Silver Lake was once a Bohemian retreat, a neighborhood for artists and activists, and even, in the 40s and 50s, Communist party members. The road dead ends at the bottom of a steep flight of concrete stairs. Palencia rolls down the car window and asks a man in Spanish if he knows where the sign has gone.

He pokes into the bushes by the stairs. We have been spending the afternoon touring some of the landmarks of queer organizing in Los Angeles, and seeing how well they are surviving the intense gentrification of Silver Lake. We were standing on the hill where the Mattachine Society was founded inand began to advocate for homosexuals not as sinners or perverts, but as an oppressed minority who deserved rights.

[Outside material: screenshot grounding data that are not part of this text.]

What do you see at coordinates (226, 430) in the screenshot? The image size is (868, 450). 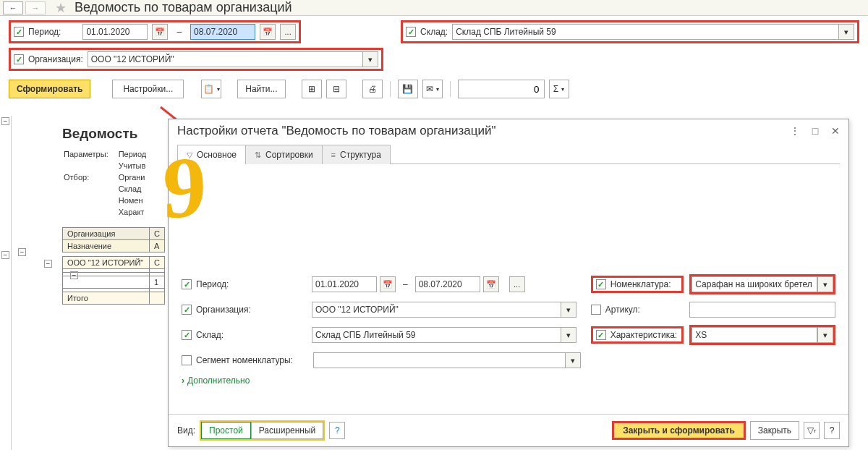 I see `view-simple-button: Простой` at bounding box center [226, 430].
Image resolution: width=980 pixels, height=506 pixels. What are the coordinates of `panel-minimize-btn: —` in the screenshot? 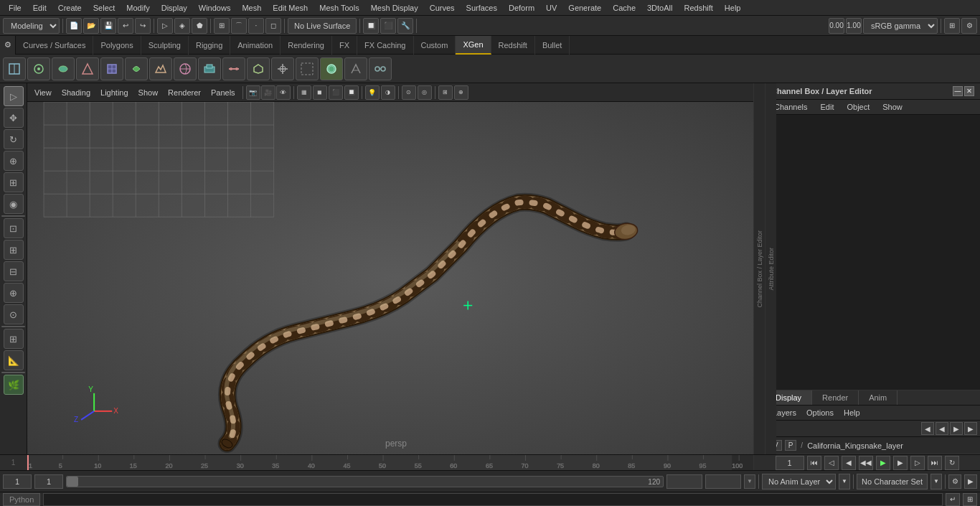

Searching for Silver Lake: the radical neighborhood that changed gay America

By the 80s, Silver Lake was a center of queer life, especially queer Latino life, and, Palencia says, silver every other storefront was a gay or lesbian bar, a leather store, a bookstore, or a community Aids organization. Under new ownership, the historic bar is now a gastropub, currently operating in the shadow of a giant Shake Shack.

But Circus of Books, once a famous purveyor of gay porn, is now a cannabis store, Palencia noted. Off Sunset Boulevard, the neighborhood streets that were once destinations for gay cruising now have hardly any traffic, Palencia pointed out as we drove through. Silver Lake, then a largely Latino neighborhood, became a haven for Palencia and his friends, who co-founded Gay and Lesbian Latinos Unidos GLLUan advocacy group focused on issues and people they felt white gay organizations and white feminist organizations ignored.

At restaurants like Crest, now a bar called 33 Taps, they organized events, flirted and argued. The West Hollywood gay bar, in contrast, was sometimes explicitly racist and misogynistic: Studio One, a prominent club, sparked protests for its exclusion of men of color and of women, and its obvious preference for wealthier white male patrons.

But Silver Lake could also be dangerous, Palencia said: there were gay-bashing attacks carried out by local Latino gang members. One of his close friends was kidnapped and stuffed into a lake. The festival continued until But the mids brought a new crisis: Aids deaths were rising, and communities of color, including Latinos, were disproportionately affected.

The epidemic had a huge effect in Silver Lake. Gay organizations led by white activists in Los Angeles often neglected outreach to people of color, including Latino community members, failing even to offer crucial information in Gay. During the height of the Aids crisis, Flamingo, a Latina lesbian bar on Sunset Boulevard with a big outdoor patio, transformed into the headquarters of Being Alive, a community organization for people with HIV to support each other.

Today the building has become Bacari, a fancy tapas place. The backyard is crowded with cafe tables and is a coveted date night spot. Palencia came to Bacari recently to celebrate his retirement. Only the trees are the same, Palencia said, but the tapas are very good. A fter seeing so many queer establishments that had been whitewashed, mainstreamed, or completely erased, we needed a break.